I’ve noticed a problem with avahi and *.local addresses on ubuntu gutsy
– this will probably have cropped up on other distributions, or will do
soon. It is related to the similar Mac *.local problem.
It is thus: if you have avahi (aka zeroconf) installed, *.local
addresses are resolved via mDNS first. The default config of avahi is to
fail if mDNS is enabled and the host is not found in mDNS. This means
that you cannot resolve addresses under .local which are
in DNS but not mDNS.
To fix, edit /etc/nsswitch.conf and remove the text “[NOTFOUND=return]”
as follows:
hosts: files mdns4_minimal dns mdns4 #hosts: files mdns4_minimal [NOTFOUND=return] dns mdns4
You then need to restart the problem software.
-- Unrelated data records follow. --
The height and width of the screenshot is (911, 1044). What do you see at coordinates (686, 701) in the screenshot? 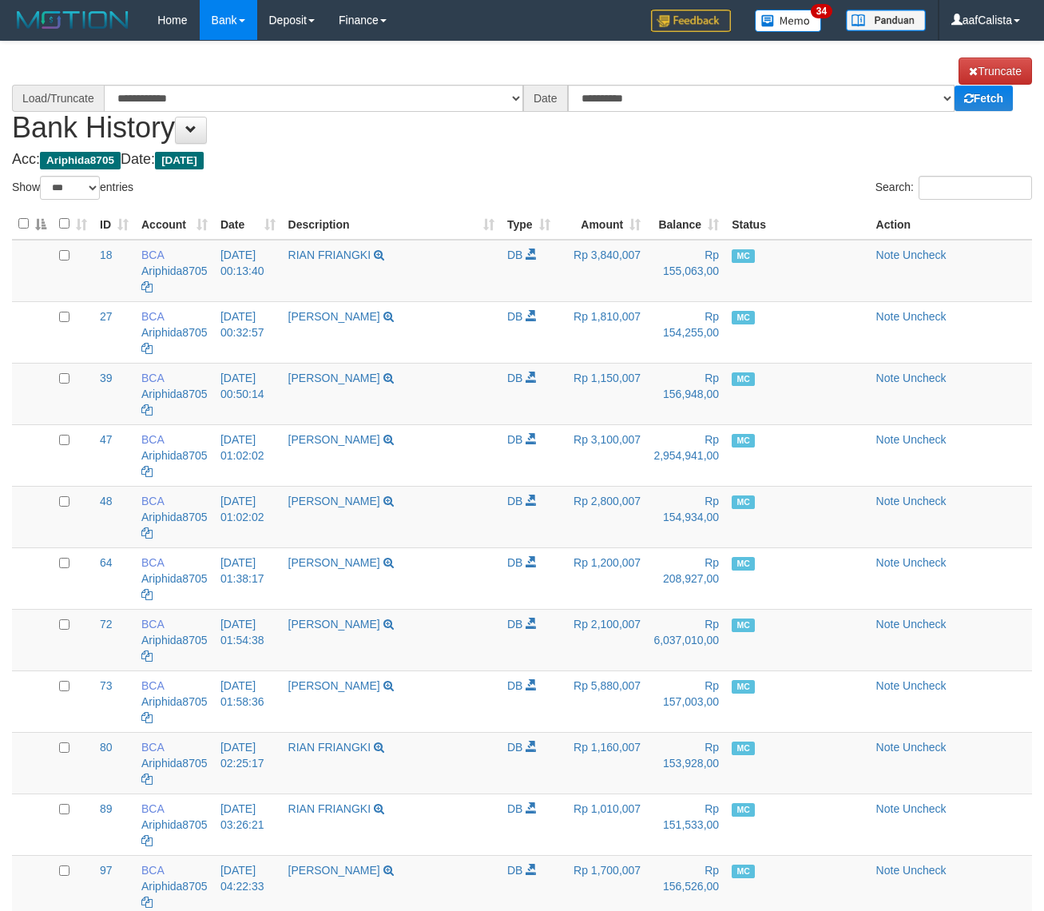
I see `td: Rp 157,003,00` at bounding box center [686, 701].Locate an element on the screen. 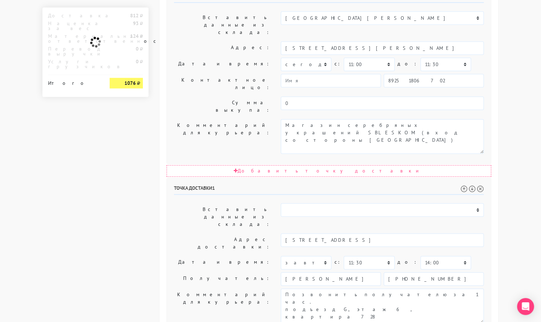 The height and width of the screenshot is (322, 541). strong: 1076 is located at coordinates (130, 83).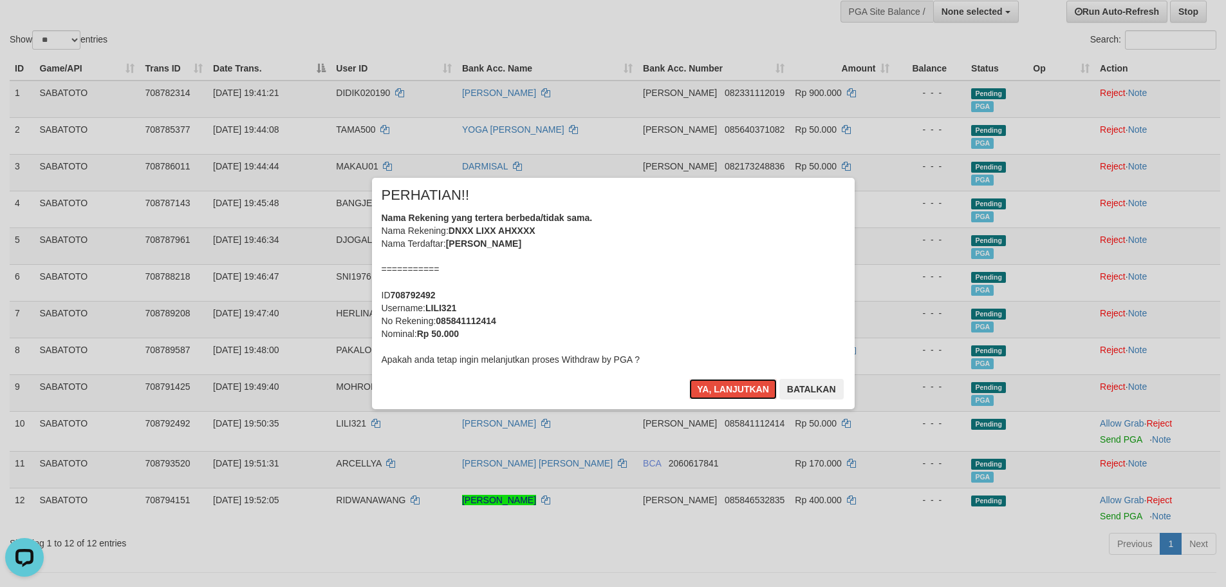 This screenshot has height=587, width=1226. Describe the element at coordinates (426, 195) in the screenshot. I see `span: PERHATIAN!!` at that location.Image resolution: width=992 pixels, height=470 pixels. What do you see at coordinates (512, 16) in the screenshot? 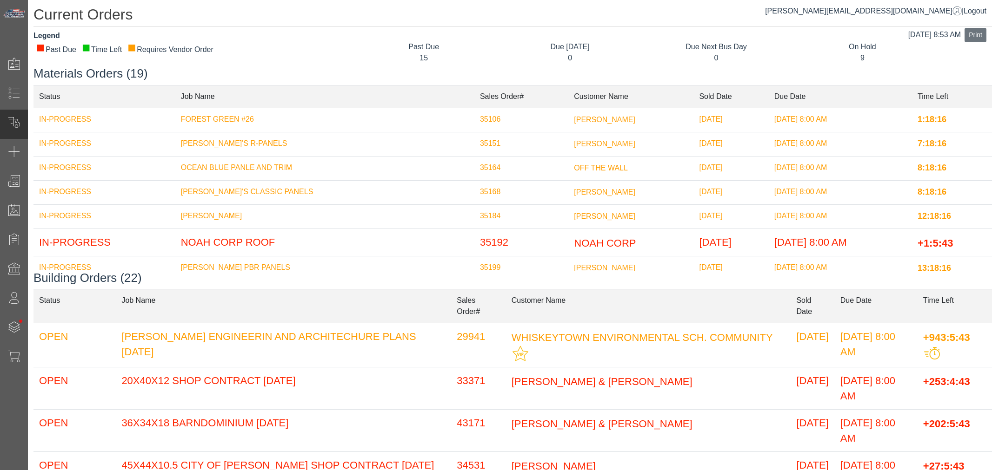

Avahi still works, but
will fail over to standard DNS if the host cannot be resolved via mDNS.
Alternatively, you can change the default suffix that avahi uses for mDNS, by adding the following to the [server] section of /etc/avahi/avahi-daemon.conf:
domain-name=.alocal
(H/T Josh McIntyre)
>To fix, edit /etc/nsswitch.conf and remove the text >“[NOTFOUND=return]“
>as follows:
>hosts: files mdns4_minimal dns mdns4
>You then need to restart the problem software. Avahi still >works, but
>will fail over to standard DNS if the host cannot be resolved via >mDNS.
The “fix” has it backwards: mDNS should come LAST and work only when a properly configured DNS server is not available.
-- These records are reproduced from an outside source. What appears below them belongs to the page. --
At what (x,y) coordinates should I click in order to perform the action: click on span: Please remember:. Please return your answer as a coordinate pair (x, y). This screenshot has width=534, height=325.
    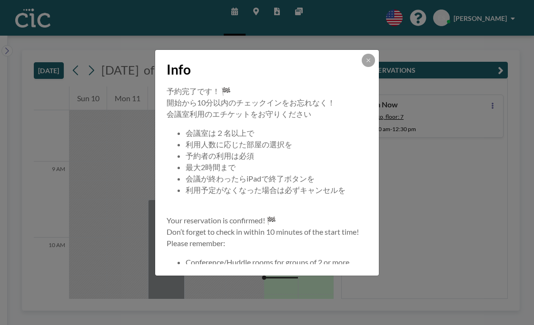
    Looking at the image, I should click on (196, 243).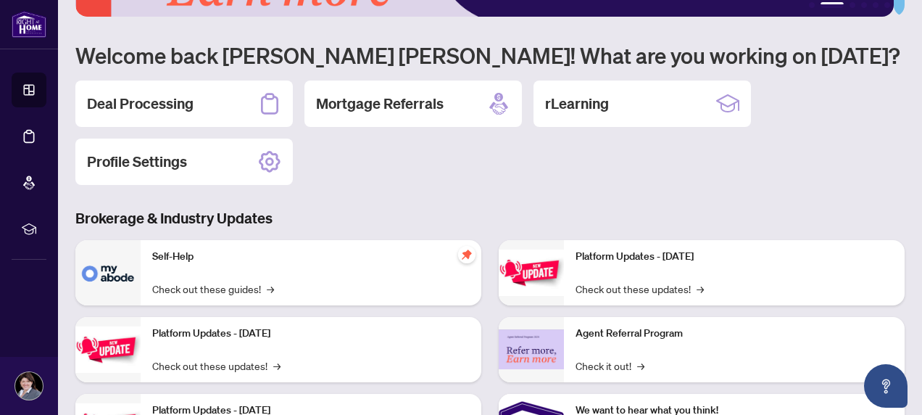 Image resolution: width=922 pixels, height=415 pixels. Describe the element at coordinates (29, 386) in the screenshot. I see `img: Profile Icon` at that location.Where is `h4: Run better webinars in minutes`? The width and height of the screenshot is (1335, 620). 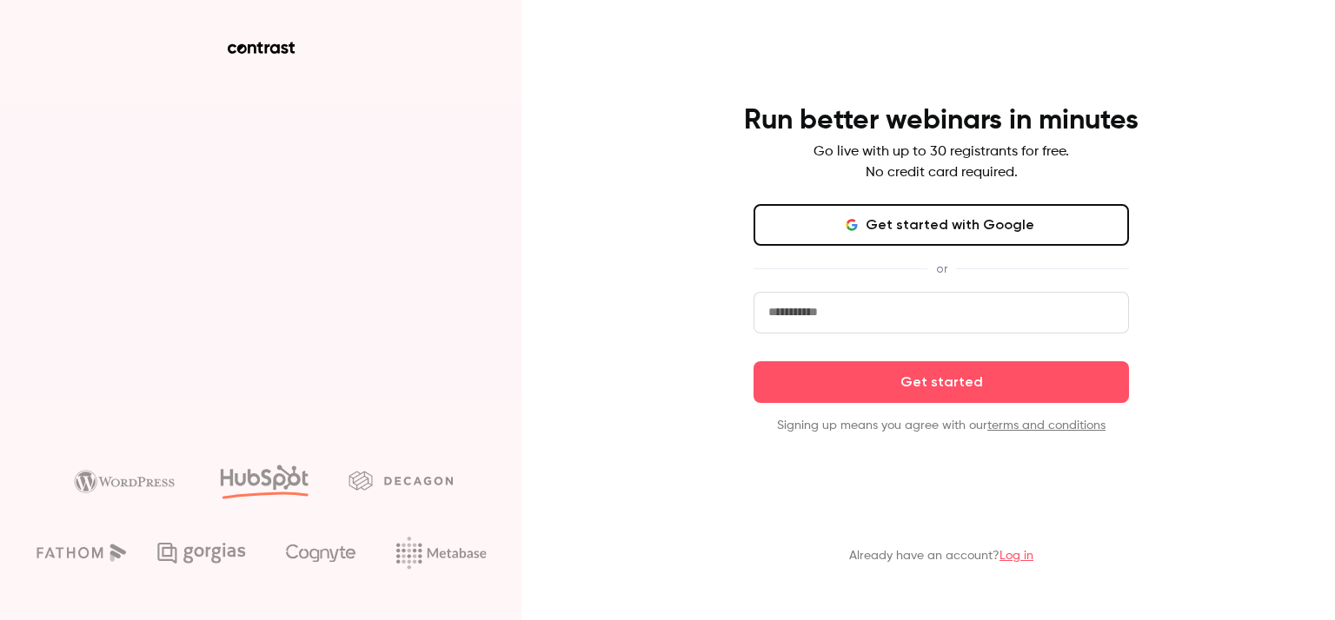 h4: Run better webinars in minutes is located at coordinates (941, 121).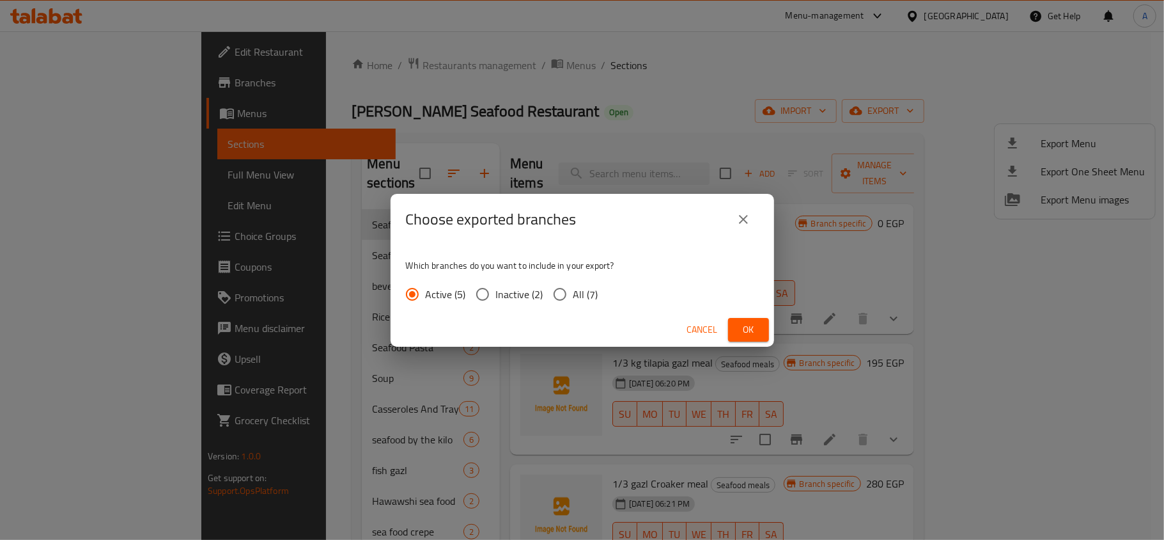  I want to click on span: Cancel, so click(703, 329).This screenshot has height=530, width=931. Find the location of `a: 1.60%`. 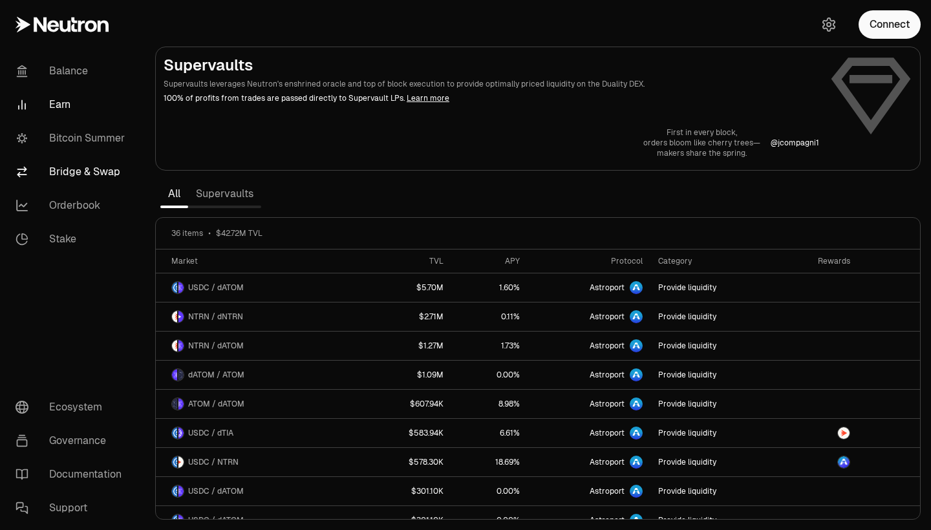

a: 1.60% is located at coordinates (489, 288). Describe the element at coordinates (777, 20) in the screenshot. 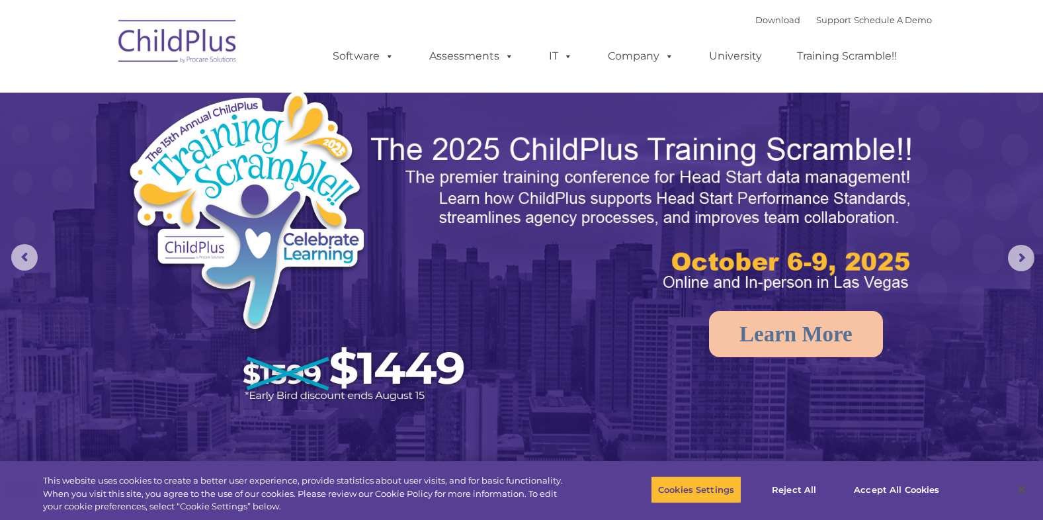

I see `a: Download` at that location.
If you want mDNS (I’m not sure why you would, but I digress), here is the correct line for nsswitch.conf:
hosts: files dns mdns4_minimal mdns4
Happy Trails
you can remove the mdns4_minimal entirely if you don’t want to fail *.local look ups that aren’t in mdns
.local addresses are avoidable, actually, if you host your own domain (mydomain.net). If you use BIND, look in to setting up separate ‘internal’ and ‘external’ views.
If I was setting a domain up now, I wouldn’t use .local. Unfortunately I’m working in an existing environment…
Thanks for this post. It was very helpful.
Many thanks to this post! I was about to pull my hair out!!
gets more interesting with vpnc. original domain=xxx.com, vpn domain=yyy.local.
so first hhh.yyy.local would not resolve owing to avahi. after that was fixed, hhh would not resolve to hhh.yyy.local owing to the vpnc mods. /etc/vpnc/vpnc-script modifies /etc/resolv.conf when vpnc is run.
before running vpnc:
domain xxx.com
search xxx.com
after running vpnc:
domain yyy.local
search xxx.com
‘search’ overrides ‘domain’ as they are mutual exclusive and ‘search’ was specified later. so vpnc-script had to be modified to add both domains to search like so:
search xxx.com yyy.local
and life went on.
oh bless you, this was driving me nuts.
Thank you for this! This helped me resolve an issue authenticating against my .local Activate Directory domain in Kali.
http://avahi.org/wiki/AvahiAndUnicastDotLocal
“sudo nano /etc/avahi/avahi-daemon.conf”
Add “domain-name=.alocal” to the [server] section.
“sudo reboot”
Aha, that’s a good fix. I’ll update the post.